The mode is the value that appears most frequently in a data set. It is the only measure of central tendency that applies to categorical (non-numeric) data — and the only one a data set can have more than one of.

Finding the Mode

  1. List all distinct values in the data set
  2. Count how many times each value appears (its frequency)
  3. The value with the highest frequency is the mode
  4. If no value repeats → no mode
  5. If two values share the highest frequency → bimodal
  6. Three or more → multimodal

Examples

Unimodal (one mode): [1, 2, 2, 3, 4] → mode = 2
No mode: [1, 2, 3, 4] → every value appears once → None
Bimodal: [1, 1, 2, 2, 3] → modes = 1 and 2 (each appears twice)
Multimodal: [1, 1, 2, 2, 3, 3] → modes = 1, 2 and 3

When to Use the Mode

The mode is most useful for:

  • Categorical data: most popular shoe size, most common eye colour, most frequent survey answer
  • Discrete counts: most common number of children per household, most frequent defect type
  • Describing shape: a bimodal distribution (two modes) often signals two distinct sub-groups in your data

The mode is the only average computable for non-numeric data. You can find the most popular car colour, but not its mean or median.

Mode vs Mean vs Median

For the data set [1, 2, 2, 3, 10]:

  • Mode = 2 (appears most often)
  • Median = 2 (middle value of the sorted list)
  • Mean = (1+2+2+3+10)/5 = 3.6 (pulled up by the outlier 10)

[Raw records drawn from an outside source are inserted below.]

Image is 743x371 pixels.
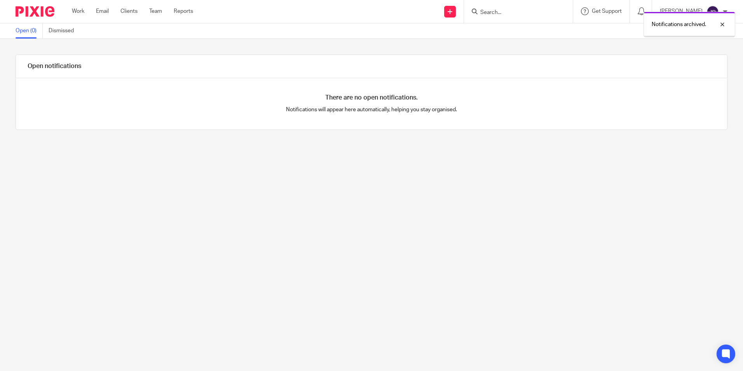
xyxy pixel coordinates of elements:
[651,21,706,28] p: Notifications archived.
[120,7,137,15] a: Clients
[96,7,109,15] a: Email
[16,6,54,17] img: Pixie
[16,23,43,38] a: Open (0)
[72,7,84,15] a: Work
[706,5,719,18] img: svg%3E
[325,94,418,102] h4: There are no open notifications.
[149,7,162,15] a: Team
[28,62,81,70] h1: Open notifications
[49,23,80,38] a: Dismissed
[174,7,193,15] a: Reports
[194,106,549,113] p: Notifications will appear here automatically, helping you stay organised.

Here the mode and median agree, while the mean is distorted by the single large value. Use the statistics calculator to explore all three on your own data.


Frequently asked questions

Yes. If every value appears exactly once, no value is more frequent than any other. The statistics calculator shows "None" in this case.
Yes — it is called bimodal. This often signals two distinct sub-groups in the data (e.g. a test where most students scored either very low or very high).
Rarely, because continuous measurements (e.g. 3.14159…, 2.71828…) almost never repeat exactly. For continuous data, use a histogram and look for the modal class (the interval with the highest bar).
In grouped (binned) data, the modal class is the interval with the highest frequency. For example, if most exam scores fall between 70–80, that is the modal class.
The mode is a measure of central tendency, but it describes the most common value, not the mathematical centre. For skewed or uniform distributions it can be far from the mean and median.